Japanese markets were closed on Friday, further thinning liquidity during the holiday season.

Analysts said the euro's retreat would be fleeting, and concern about the bulging US current account and budget deficits remained the key factor driving major currencies.

The euro was $1.3619/22 compared with $1.3647 late in New York, Reuters data shows. The euro looks set to end 2004 more than 8 percent higher than a year earlier against the dollar.

The Chicago purchasing managers' index fell to 61.2 in December from 65.2 in November, below market expectations for a 63.0 reading.

This indicated manufacturing activity was still expanding, but at a slower pace.

However, the real concern for the economic outlook was the index's employment component, which dropped to 49.1 from 60.8, sending the dollar and US Treasury yields lower.
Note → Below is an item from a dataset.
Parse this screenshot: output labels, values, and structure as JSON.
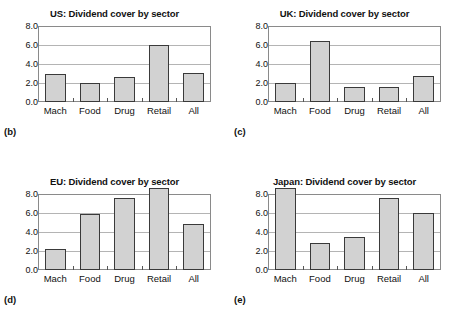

The Japanese yen rallied, clawing back ground against the euro having traded cautiously on fear of official intervention to curb the currency's strength in the face of the wilting dollar.

John Cairns, head of research at IDEAglobal.com in Singapore, said markets had pushed the yen higher thinking the risk of intervention was lower during the year-end holidays.

But, Japanese Finance Minister Sadakazu Tanigaki has said the authorities would keep a watch over markets during this lean period. "Japanese authorities probably in principle accept that the US dollar is likely to structurally weaken over time due to US external imbalances.

The dollar was 102.55/60 yen compared with 102.96 at the New York close. The yen is trading around 4 percent higher than a year earlier.

The euro/yen cross rate was 139.60/70 compared with 140.52 in New York and about 2 yen off Thursday's record high.